**PROMPT:** Beginning with the line that holds "The width and height of the screenshot is (980, 474).", copy each line to the end of the records exactly, except the pictures.

DATA SHOWN Block Start

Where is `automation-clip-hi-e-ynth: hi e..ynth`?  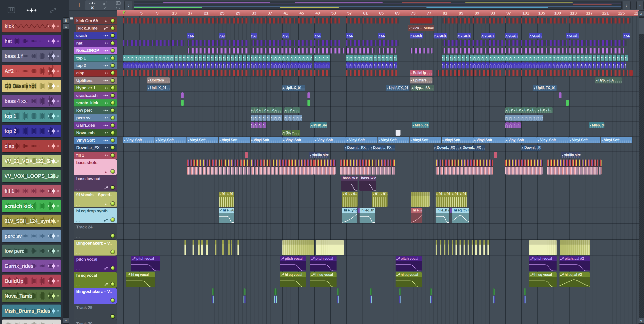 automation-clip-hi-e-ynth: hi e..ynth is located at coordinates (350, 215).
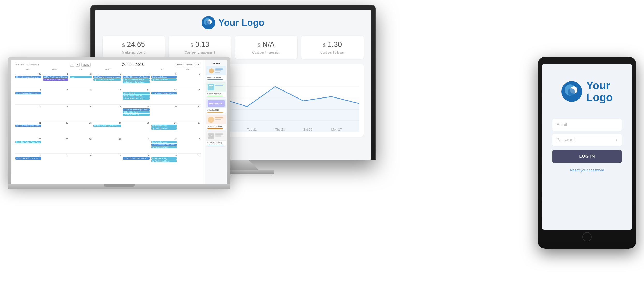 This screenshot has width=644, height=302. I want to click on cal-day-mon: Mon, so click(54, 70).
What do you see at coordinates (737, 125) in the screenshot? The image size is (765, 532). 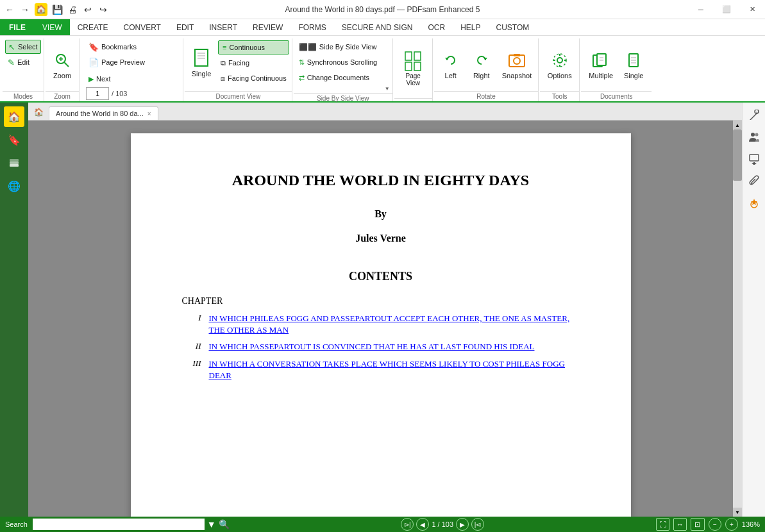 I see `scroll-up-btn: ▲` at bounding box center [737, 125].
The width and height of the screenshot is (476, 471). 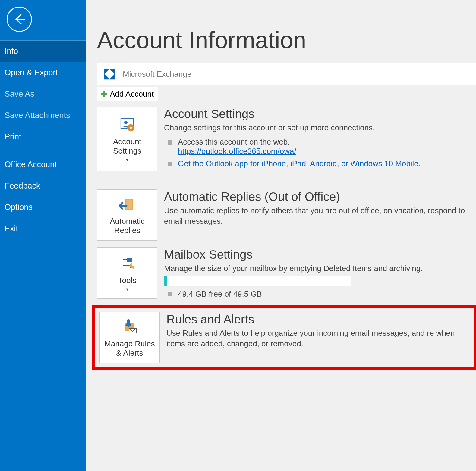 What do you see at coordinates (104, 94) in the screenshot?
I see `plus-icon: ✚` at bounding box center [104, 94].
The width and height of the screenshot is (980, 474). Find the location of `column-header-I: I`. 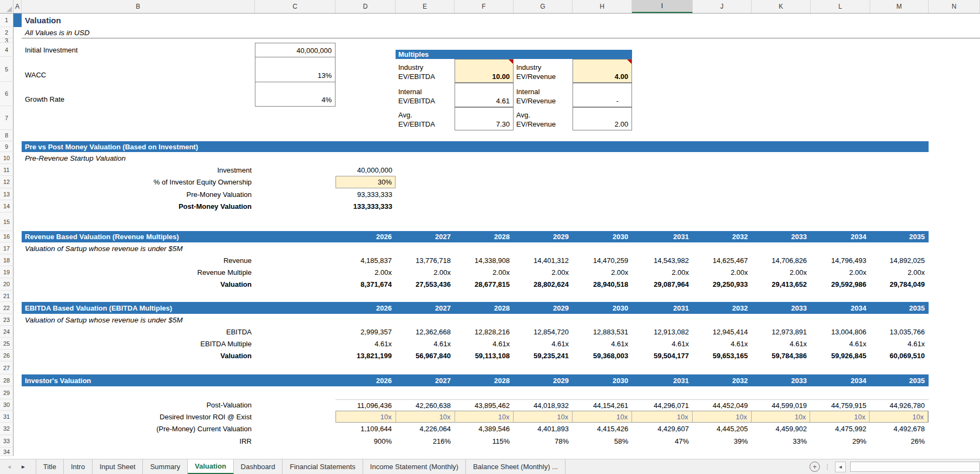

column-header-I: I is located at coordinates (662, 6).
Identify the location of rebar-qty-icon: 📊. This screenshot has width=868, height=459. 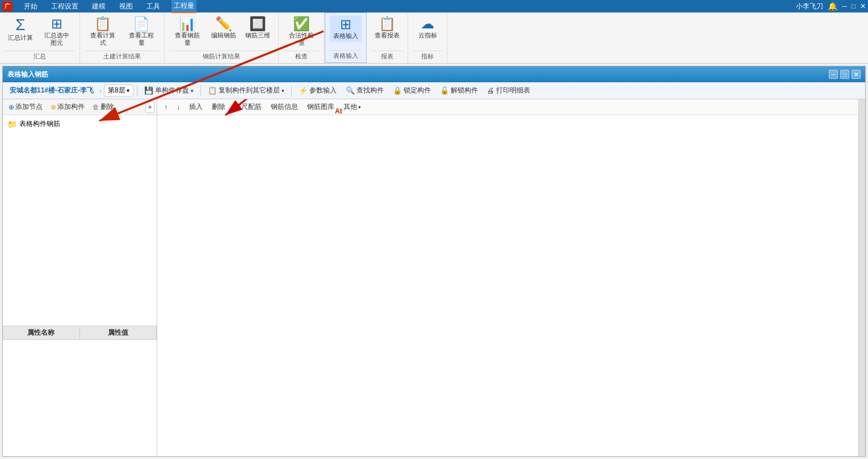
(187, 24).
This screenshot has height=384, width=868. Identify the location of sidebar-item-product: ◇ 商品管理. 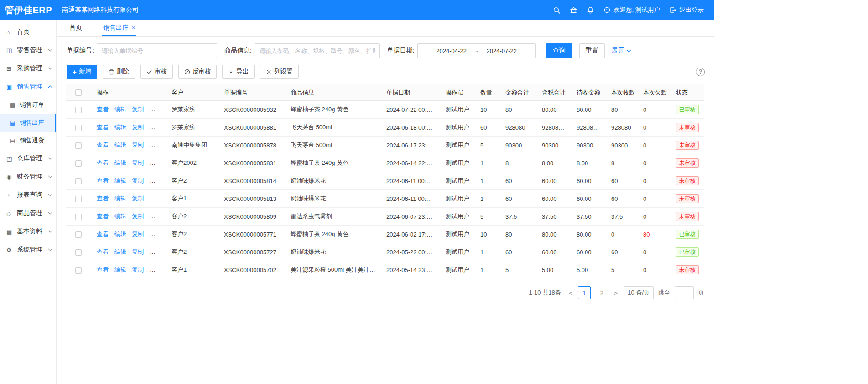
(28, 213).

DATA SHOWN Block End

**EXERCISE OUTPUT:**
The width and height of the screenshot is (980, 474). Find the location of `column-header-I: I`. 

column-header-I: I is located at coordinates (662, 6).
Identify the location of rebar-qty-icon: 📊. This screenshot has width=868, height=459. 
(187, 24).
This screenshot has height=384, width=868. Identify the location of sidebar-item-product: ◇ 商品管理. 
(28, 213).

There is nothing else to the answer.